Around the world, birds are in crisis
Scott Edwards paused his cross-country bike trip when he spotted a flash of black, white and red. It was a red-headed woodpecker. “I got my first good look today,” he said. He was phoning from his tent in Illinois later that night. He had seen their distinctive black and white wings while riding. “But I hadn’t seen the red head until today, so I was very excited.”
Edwards is an ornithologist — a bird researcher — at Harvard University in Cambridge, Mass. Over this past summer, he rode across the United States. In part, he did it to see the country. But he also used the trip to do some serious bird-watching. That’s something he’s been doing for more than 40 years.

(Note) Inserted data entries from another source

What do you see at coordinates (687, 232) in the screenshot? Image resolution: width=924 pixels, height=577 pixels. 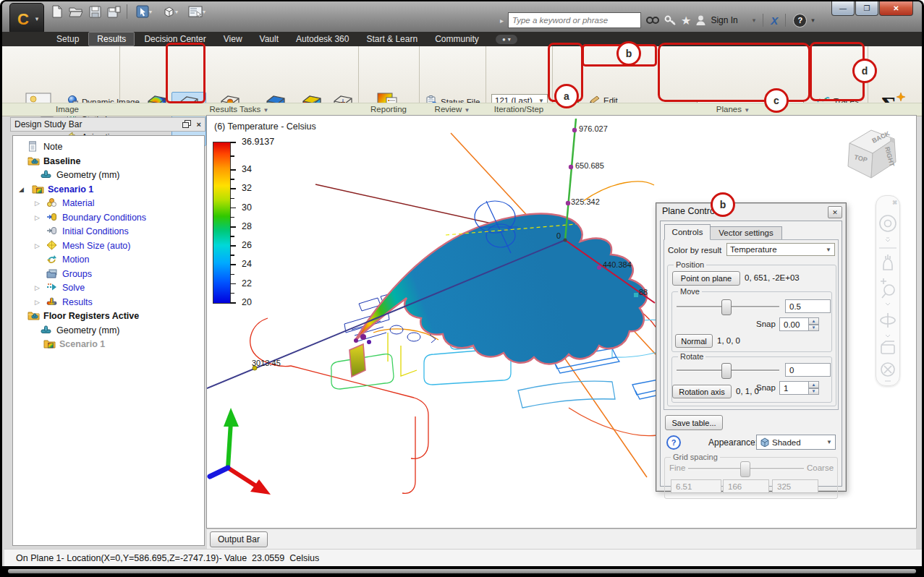 I see `tab-controls: Controls` at bounding box center [687, 232].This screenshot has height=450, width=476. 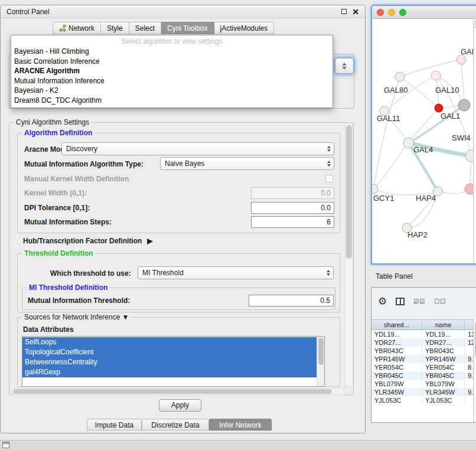 What do you see at coordinates (172, 91) in the screenshot?
I see `menu-item-bayesian-k2: Bayesian - K2` at bounding box center [172, 91].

When he was growing up in the Riverdale neighborhood of the Bronx, in New York City, there were lots of trees, he recalls. When he was nine or 10, a neighbor took him bird-watching. Edwards has been doing it ever since. But finding those birds is getting more difficult. “It’s quieter,” he says of their songs and calls. “The numbers [of birds] are way down.”
And Edwards is hardly the only one to notice it. Scientists around the world have been finding the same thing.
A 2018 study by Bird Life International concluded that birds around the world are in trouble. There are about 11,000 species of birds. Four in every 10 species of them are decreasing in number, the study found. That’s true for all kinds of birds living in all types of habitats.